Yes and no. Definitely hoping for the collapse. If it does enough good for the environment and the human population collapses to fewer than the 200 million or so that the earth can support, then the trillions of future humans who could potentially live over the next 3-4 million years of our species' life will have much better lives, not to mention all other species that will benefit. There is more at stake than just the people alive now.

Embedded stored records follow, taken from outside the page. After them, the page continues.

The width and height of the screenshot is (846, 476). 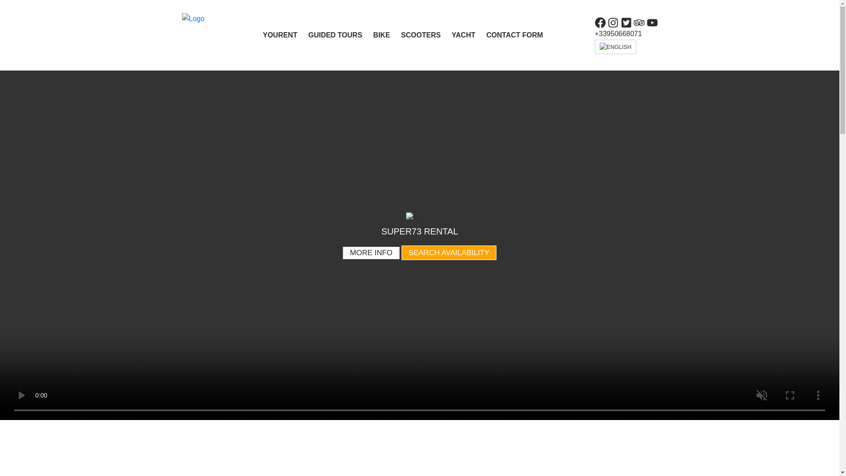 I want to click on YACHT, so click(x=469, y=35).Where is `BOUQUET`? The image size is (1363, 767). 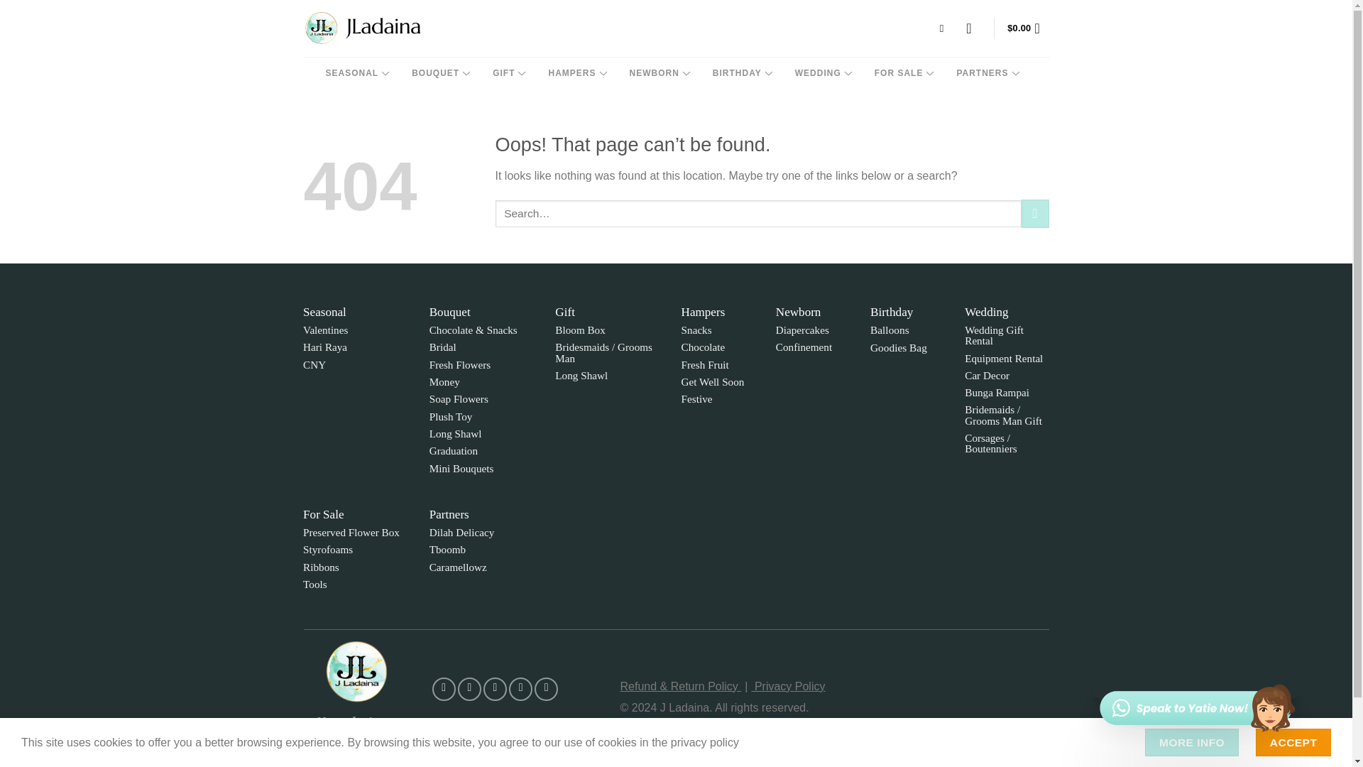 BOUQUET is located at coordinates (440, 72).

But no, I'm not betting on being prepared enough to survive while billions die. I'm 76 and don't have all that long to live anyway, but my small farm does give others, including friends and family perhaps, a better chance of survival than most. Individuals are less important than creating places that can help people thrive without industrial civilization. Except for the very young, prepping is about creating resilient and fruitful places for those that come after us. Everyone alive now is going to be dead within a century at the most anyway. That's not a long time, but properly managed fertile soil is forever.

Humans are always going to be part of nature, but bad luck (fossil fuels) and human nature have allowed our population and material impact to grow all out of proportion to the nature we are part of. The faster we can diminish our impact the better.

I'd be all for MCB and other geoengineering methods of cooling the earth if any of it could be done by a non-industrial civilization. I doubt that they can, so things like MCB presume a continuation of outsize human impact from industrialism and that's a pretty big cost of action. I do admit it's far less cost than most other aspects of modernity, like industrial agriculture, for example, which has extreme ecological costs.

PS I didn't realize I had a profile or even an account on Substack. Must be from several years ago. The profile is still accurate, though.